The Palestinian patient seems strangely disinterested in submitting to such surgery - still insisting after 20 years of negotiations that such surgery requires cutting up the Israeli patient for spare parts.
Oz is quite prepared to brand Israel’s recently elected Prime Minister a coward.
“Yes I think Netanyahu is a coward,” he declared. But the victory of the center in the election could alter the equation. “It means,” Oz said, “that there will be more pressure on Netanyahu from the dovish side in Israel and from the outside world, so that his cowardice may work the other way.”
Since the dovish side in Israel managed to gain only 21 out of 120 seats in Israel’s next Parliament - Oz’s hopes seem more like fiction than fact.
Oz makes no mention of the Palestinian cowards who have refused to hold elections in the West Bank and Gaza since 2007.

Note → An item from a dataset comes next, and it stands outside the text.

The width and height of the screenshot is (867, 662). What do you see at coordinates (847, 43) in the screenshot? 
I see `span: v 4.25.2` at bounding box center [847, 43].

Oz then turns his attention to:
“a political novice, the telegenic Yair Lapid, a mystery wrapped in good looks at the head of a party with a reassuring-disquieting name: There Is A Future”
”I don’t know if Lapid has ideas and I’m not sure he knows. What Lapid will do is a mystery not just to me — it is probably a mystery to him!”

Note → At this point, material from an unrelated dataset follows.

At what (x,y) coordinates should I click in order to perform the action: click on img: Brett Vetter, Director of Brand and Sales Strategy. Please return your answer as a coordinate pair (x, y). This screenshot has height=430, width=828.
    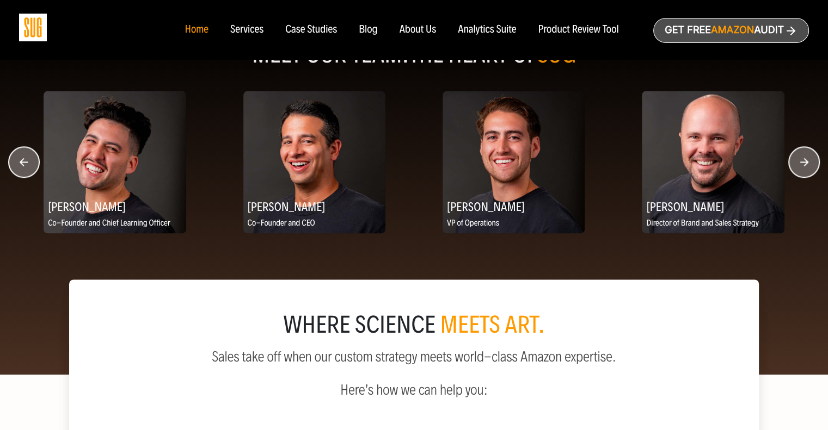
    Looking at the image, I should click on (712, 162).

Obviously - according to the wizardry of Oz - it must also be a mystery to 549000 Israelis who voted for Lapid as well. This political slap in the face to their supposed lack of intelligence is insulting.
Oz’s political credo is very outdated:
“There cannot be one state because Israelis and Palestinians cannot become one happy family (“they are not one and they are not happy.”) So “the only solution is turning the house into two smaller apartments.” Two states, absolutely, are the only answer.”
The Peel Report had the same credo in 1937 - as did the United Nations in 1947. This credo was rejected by the Palestinian Arabs on both occasions.
That credo was spurned by the Palestinian Arabs between 1948-1967 when not a Jew lived in Gaza, the West Bank and East Jerusalem after six invading Arab armies had driven them from their homes - choosing instead to unify the West Bank with Jordan and not take the opportunity afforded to them in those 19 years to create the independent state they now so fervently call for.
Israelis will not now be suckered into doing what the Palestinian Arabs and their Arab brethren have so clearly rejected during the past 75 years. Twenty years of being played for suckers since 1993 has taken its toll on Israelis.
And what of Hamas?
“At least what we can do is solve the conflict with the Palestine Liberation Organization and reduce the Israeli-Palestinian conflict to an Israel-Gaza conflict. This will be a big step forward. Then we will see. Hamas may change as the P.L.O. did. The Palestinian Authority is ready for a state in the West Bank, unhappy about it, sure, but ready. They will go on dreaming of Haifa and Jaffa just as we will dream of Hebron and Nablus. There is no censorship on dreams.”
Trouble is there is no longer any Palestinian Authority. It was decreed out of existence by “President” Mahmoud Abbas and buried on 3 January 2013 alongside the Oslo Accords and the Bush Roadmap.
Will Israelis be suckered into believing that Hamas may change - that Hamas will never end up taking over the West Bank as happened in Gaza in 2007?
Conquering Haifa and Jaffa by getting rid of the Jews living there is a very different dream to occupying Hebron and Nablus by living alongside the Arabs - as currently occurs in Haifa and Jaffa.
And the Palestinian right of return?
"The right of return is a euphemism for the liquidation of Israel. Even for a dove like myself this is out of the question. Refugees must be resettled in the future state of Palestine, not Israel.”
This plea will continue to fall on deaf ears.
Cohen was obviously impressed by what he heard from Oz - concluding
“Sit down with Oz. That is my advice to the next Israeli government — and to all the deluded absolutists, Arab and Jew, of this unnecessary conflict whose unhappy but peaceful ending is not beyond the scope of open-ended human imagination.”
Cohen must have had the title of one of Oz’s books in mind - The Hill of Evil Counsel - when penning this gem of gratuitous advice.
Stick to writing fiction, Amos.
This latest effort could be the basis for another best seller.